Preferences
Dynarch Navigation Bar
- Installation notes — how to install in your website.
- Customization — changing the look and feel.
- Support — if anything goes wrong, contact us.
License
Please read the license text here.
NavBar Overview
Our DHTML Navigation Bar is a multi-purpose DHTML “widget” similar to the Windows XP Explorer menus (see sample).
Features
- Supports a broad range of browsers.
- It looks good. Besides that, the look is customizable by only changing a CSS file—no need to mess with JavaScript code.
- The end user can collapse/expand the menu sections as he needs.
- Relies on web standards. It does not rely on proprietary browser features, while it makes use of some if they are available.
- Provides high quality animation and fade-in/fade-out effects. If not wanted, the animation can be disabled, either completely or on certain levels.
- Menu sections can embed plain HTML code.
- Items can execute custom JavaScript code on click.
- When the menu is hidden it enlarges the space available for the rest of the page.
- It remembers its state in a cookie and automatically restores it when the end-user revisits the page.
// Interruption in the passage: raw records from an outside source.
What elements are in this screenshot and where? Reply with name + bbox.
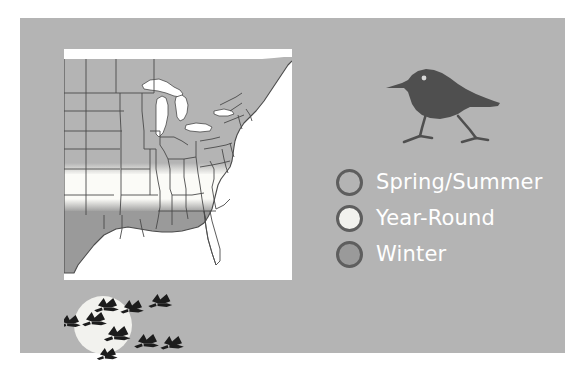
- legend-item-winter[interactable]: Winter: [334, 236, 566, 272]
- figure-panel: Spring/Summer Year-Round Winter: [20, 18, 565, 353]
- legend-label-year-round: Year-Round: [376, 208, 495, 229]
- goose: [160, 336, 183, 350]
- range-map-svg: [64, 49, 292, 280]
- legend-item-spring-summer[interactable]: Spring/Summer: [334, 164, 566, 200]
- goose: [148, 294, 172, 308]
- geese-over-moon: [64, 290, 194, 368]
- migration-map-figure: Spring/Summer Year-Round Winter: [0, 0, 587, 370]
- range-map: [64, 49, 292, 280]
- range-legend: Spring/Summer Year-Round Winter: [334, 164, 566, 272]
- year-round-swatch: [336, 205, 363, 232]
- winter-swatch: [336, 241, 363, 268]
- bird-legs: [404, 114, 488, 142]
- sandpiper-svg: [372, 58, 504, 148]
- geese-svg: [64, 290, 194, 368]
- spring-summer-swatch: [336, 169, 363, 196]
- bird-eye: [422, 76, 427, 81]
- legend-label-winter: Winter: [376, 244, 446, 265]
- legend-item-year-round[interactable]: Year-Round: [334, 200, 566, 236]
- legend-label-spring-summer: Spring/Summer: [376, 172, 543, 193]
- bird-body: [386, 69, 500, 119]
- goose: [134, 334, 159, 348]
- sandpiper-silhouette: [372, 58, 504, 148]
Thus the developer doesn't need to do this on the server-side.
- 2 work modes: allows multiple section to be expanded, or only one expanded section at a time.
- Certain preferences can be configured without reloading and recreating the menu (therefore without a page reload). They will be saved in the cookie.
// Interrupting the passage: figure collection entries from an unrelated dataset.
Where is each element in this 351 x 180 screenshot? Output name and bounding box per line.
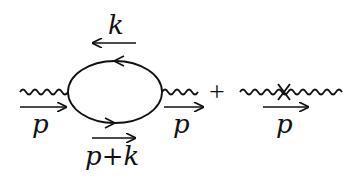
counterterm-momentum-label: p — [276, 111, 293, 137]
incoming-photon-line — [20, 90, 68, 95]
fermion-loop — [68, 61, 162, 123]
feynman-diagram — [0, 0, 351, 180]
counterterm-photon-line — [240, 90, 342, 95]
incoming-momentum-label: p — [32, 111, 49, 137]
loop-top-momentum-label: k — [108, 12, 124, 38]
loop-bottom-momentum-label: p+k — [85, 143, 139, 169]
plus-operator: + — [209, 78, 225, 106]
outgoing-momentum-label: p — [173, 111, 190, 137]
outgoing-photon-line — [162, 90, 198, 95]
- Allows icons for each menu option. If an icon is not present it is replaced by '»'.
- Allows PNG icons with alpha-opacity. Yes, in IE too.
- Can display tooltips.
- Does not use frames.
- Reduces the size of your page, as the code that creates the menu can be put inside a JavaScript file which is thereafter cached by the browser.
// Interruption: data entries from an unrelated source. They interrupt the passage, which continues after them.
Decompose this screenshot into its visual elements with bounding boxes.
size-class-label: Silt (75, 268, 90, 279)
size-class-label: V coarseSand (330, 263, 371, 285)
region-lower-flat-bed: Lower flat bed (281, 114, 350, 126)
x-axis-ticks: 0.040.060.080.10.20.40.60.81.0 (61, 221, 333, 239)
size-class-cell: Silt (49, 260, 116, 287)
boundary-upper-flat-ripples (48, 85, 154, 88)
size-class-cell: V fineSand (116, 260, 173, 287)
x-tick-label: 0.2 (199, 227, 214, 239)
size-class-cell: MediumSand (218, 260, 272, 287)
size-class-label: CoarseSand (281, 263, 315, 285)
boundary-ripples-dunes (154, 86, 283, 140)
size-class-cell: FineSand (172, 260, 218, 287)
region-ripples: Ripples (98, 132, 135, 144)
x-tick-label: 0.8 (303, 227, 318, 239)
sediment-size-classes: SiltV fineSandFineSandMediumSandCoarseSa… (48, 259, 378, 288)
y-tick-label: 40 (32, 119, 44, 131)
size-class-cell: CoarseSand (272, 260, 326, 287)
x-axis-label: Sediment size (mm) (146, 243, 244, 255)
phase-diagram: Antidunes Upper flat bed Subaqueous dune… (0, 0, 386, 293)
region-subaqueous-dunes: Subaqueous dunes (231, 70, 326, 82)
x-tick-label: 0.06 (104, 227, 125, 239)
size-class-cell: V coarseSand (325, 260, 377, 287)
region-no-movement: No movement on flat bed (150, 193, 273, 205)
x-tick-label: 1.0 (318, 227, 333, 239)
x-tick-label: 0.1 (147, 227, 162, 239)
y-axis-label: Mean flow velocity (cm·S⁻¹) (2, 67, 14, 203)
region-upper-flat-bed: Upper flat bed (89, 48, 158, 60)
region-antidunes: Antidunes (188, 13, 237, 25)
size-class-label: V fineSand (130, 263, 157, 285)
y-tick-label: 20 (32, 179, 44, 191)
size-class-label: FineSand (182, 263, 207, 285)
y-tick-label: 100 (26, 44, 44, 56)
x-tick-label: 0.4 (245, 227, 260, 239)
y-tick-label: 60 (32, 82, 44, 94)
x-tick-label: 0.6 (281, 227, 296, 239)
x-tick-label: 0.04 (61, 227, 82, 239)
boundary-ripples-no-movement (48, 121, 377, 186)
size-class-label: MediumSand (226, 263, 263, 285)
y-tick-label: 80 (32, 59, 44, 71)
- The menu can be dynamically (at page view time) generated from a server-side script.
Browser support
- Internet Explorer 6.0 for Windows -- excellent support
- Internet Explorer 5.5 for Windows -- good support
- Internet Explorer 5.0 for Windows -- functional, no PNG-s
- Mozilla, Firefox, other Gecko-s (any platform) -- excellent support
- Opera 7 (any platform) -- very good support, no fading
- Apple Safari for MacOSX -- excellent support
- Konqueror for Linux -- good support
Because most web browsers, even new ones, work by default in a compatibility mode (also known as QUIRKS mode) in order to be able to display old pages correctly, NavBar requires your pages to declare a strict DOCTYPE. This instructs browsers to switch to standards-compliance mode. NavBar will not be functional in QUIRKS mode.